[Start of Attachment]

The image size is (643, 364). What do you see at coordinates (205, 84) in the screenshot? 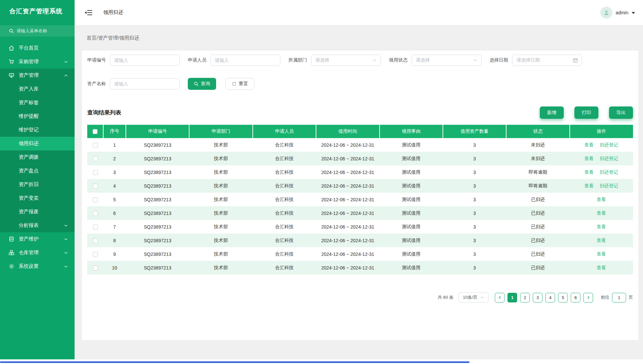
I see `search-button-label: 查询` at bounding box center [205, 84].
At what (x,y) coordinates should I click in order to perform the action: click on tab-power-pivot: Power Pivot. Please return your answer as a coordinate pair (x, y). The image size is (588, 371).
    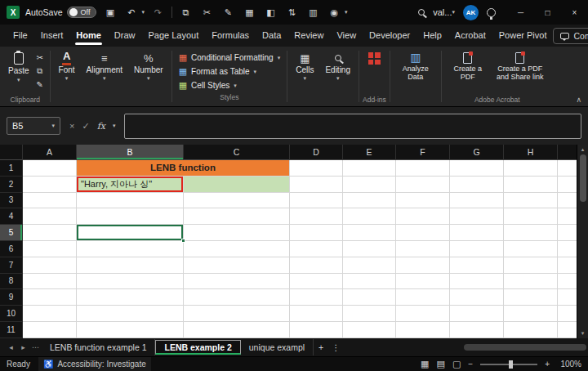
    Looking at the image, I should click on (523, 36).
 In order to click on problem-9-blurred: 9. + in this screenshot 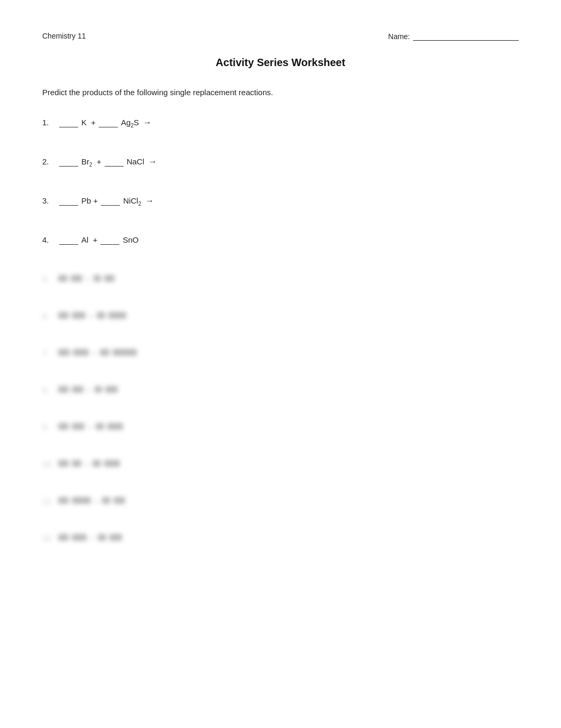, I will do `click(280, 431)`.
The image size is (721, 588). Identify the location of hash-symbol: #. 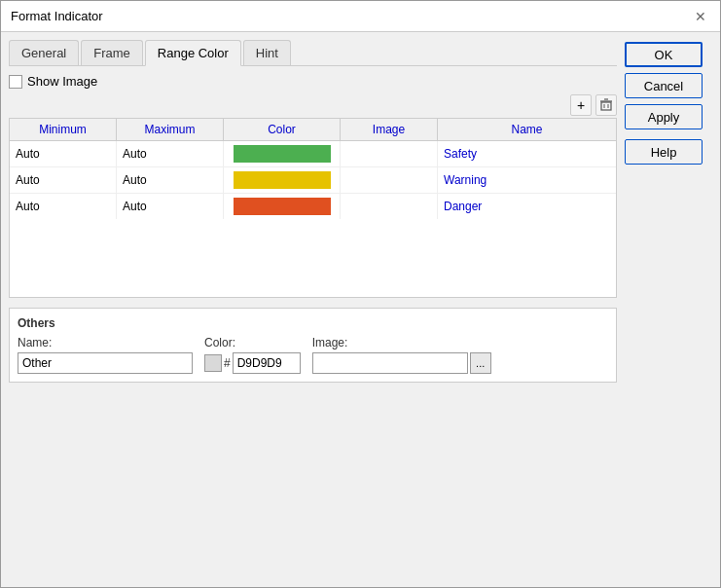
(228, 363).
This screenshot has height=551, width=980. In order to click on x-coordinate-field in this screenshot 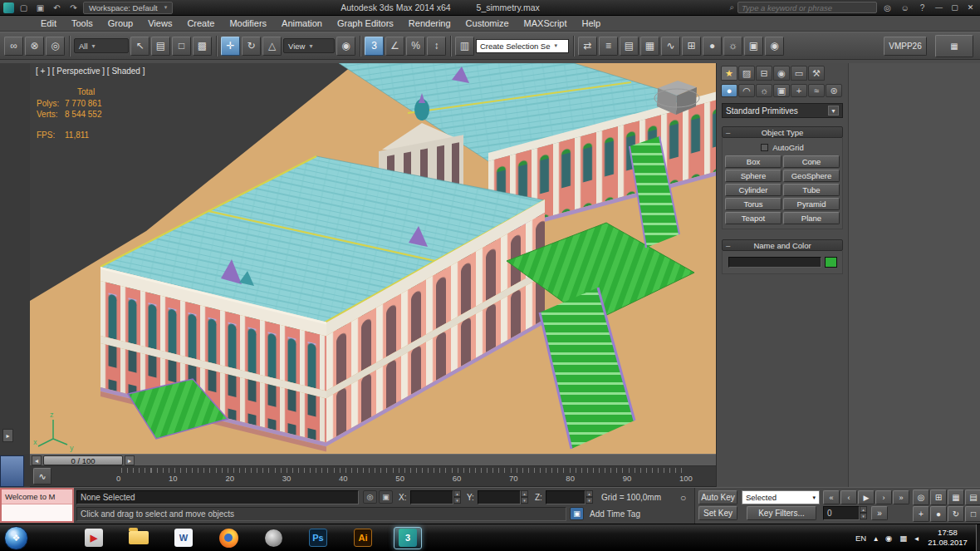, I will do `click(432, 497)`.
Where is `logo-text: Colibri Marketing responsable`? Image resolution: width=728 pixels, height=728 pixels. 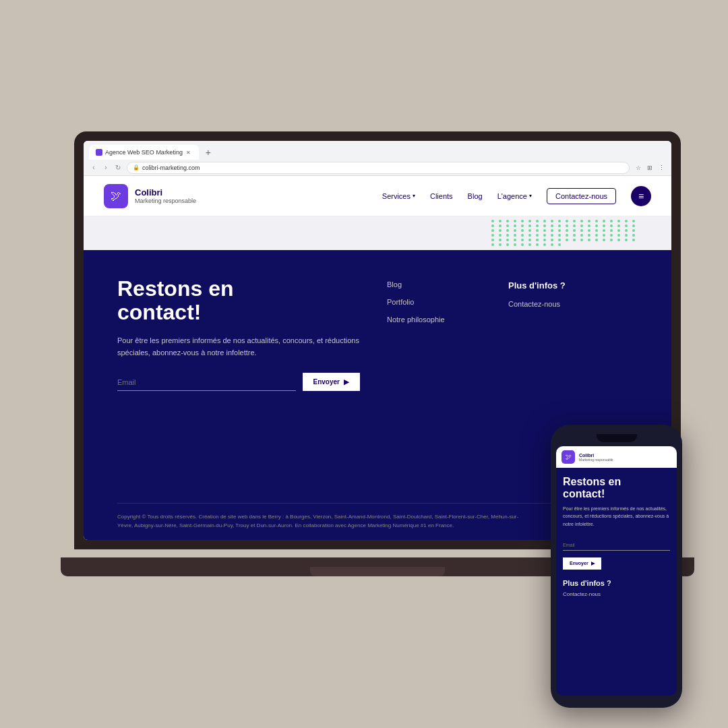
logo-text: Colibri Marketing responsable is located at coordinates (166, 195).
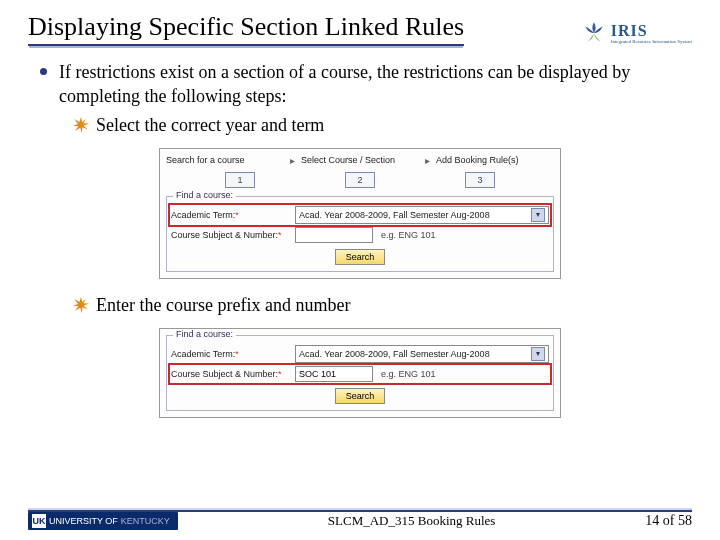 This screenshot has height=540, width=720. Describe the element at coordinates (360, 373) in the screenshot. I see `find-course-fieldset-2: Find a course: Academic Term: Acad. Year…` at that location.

[End of Attachment]

• [TASK]: An exact copy of the lines from the one with "pixels, height=728 pixels." through the last line of the records, inclusive, is required, with all pictures left out.

• [EXERCISE OUTPUT]:
Where is `logo-text: Colibri Marketing responsable`? Image resolution: width=728 pixels, height=728 pixels. 
logo-text: Colibri Marketing responsable is located at coordinates (166, 195).
 This screenshot has height=540, width=720. Describe the element at coordinates (360, 373) in the screenshot. I see `find-course-fieldset-2: Find a course: Academic Term: Acad. Year…` at that location.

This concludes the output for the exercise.